Your values have to be hierarchically organized with something absolute at the top, because otherwise they do nothing but war. You have to organize your values hierarchically or else you stay confused. This is true if you're an individual and it's true if you're a state. If you don't know what the next thing you should do is, then there are fifty things you should do. Then, how are you doing to do any of them. You can't. You have to prioritize. Something has to be above something else. It has to be arranged in a hierarchy for it not to be chaotic. So there is some principle at the top of the hierarchy

I would not get rid of the filibuster, and it's not because my party is not in power right now I am. I think it is very important that our political system requires some kind of cross party accommodation oh, frustrating as it is for those of us who have policy ambitions. I think the contribution of that to the health of our political culture is essential.

Yuval Levin

It seems to me that having that kind of power in the hands of corporations is very, very troubling. I think we are only beginning to come to terms with how to think about the nature of that power. What is that power? Is it economic power? Is it cultural power? Is it political information power? The power involved is enormous power over, as you say, the public square, and there's no solution that I've seen that strikes me as a comfortable path forward so far.

Yuval Levin

Bad things happen dramatically (a pandemic). Good things happen gradually (malaria deaths dropping annually) and don't feel like 'news'. Endeavour to keep track of the good things to avoid an inaccurate and dismal view of the world.

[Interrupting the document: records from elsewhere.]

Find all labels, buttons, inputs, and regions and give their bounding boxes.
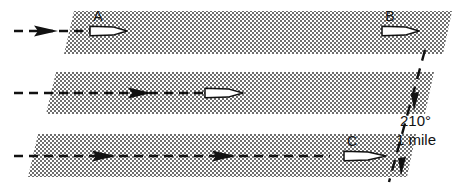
band-bottom: C xyxy=(14,133,416,177)
bearing-label: 210° xyxy=(400,112,431,129)
distance-label: 1 mile xyxy=(396,131,436,148)
band-label-c: C xyxy=(347,133,357,149)
band-top: A B xyxy=(14,8,452,54)
diagram-canvas: A B xyxy=(0,0,452,190)
band-middle xyxy=(14,72,434,114)
band-label-a: A xyxy=(93,8,103,24)
band-label-b: B xyxy=(385,8,394,24)
diagram-svg: A B xyxy=(0,0,452,190)
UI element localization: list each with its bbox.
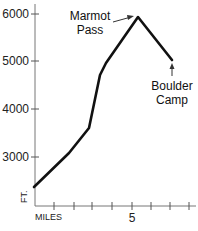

https://www.lesswrong.com/posts/7hFeMWC6Y5eaSixbD/100-tips-for-a-better-life

Cultivate compassion for those less intelligent than you. Many people, through no fault of their own, can't handle forms, scammers, or complex situations. Be kind to them because the world is not.

https://www.lesswrong.com/posts/7hFeMWC6Y5eaSixbD/100-tips-for-a-better-life

Don't complain about your partner to coworkers or online. The benefits are negligible and the cost is destroying a bit of your soul.

https://www.lesswrong.com/posts/7hFeMWC6Y5eaSixbD/100-tips-for-a-better-life

Don't punish people for trying. You teach them to not try with you. Punishing includes whining that it took them so long, that they did it badly, or that others have done it better.

https://www.lesswrong.com/posts/7hFeMWC6Y5eaSixbD/100-tips-for-a-better-life

If somebody is undergoing group criticism, the tribal part in you will want to join in the fun of righteously destroying somebody. Resist this, you'll only add ugliness to the world. And anyway, they've already learned the lesson they're going to learn and it probably isn't the lesson you want.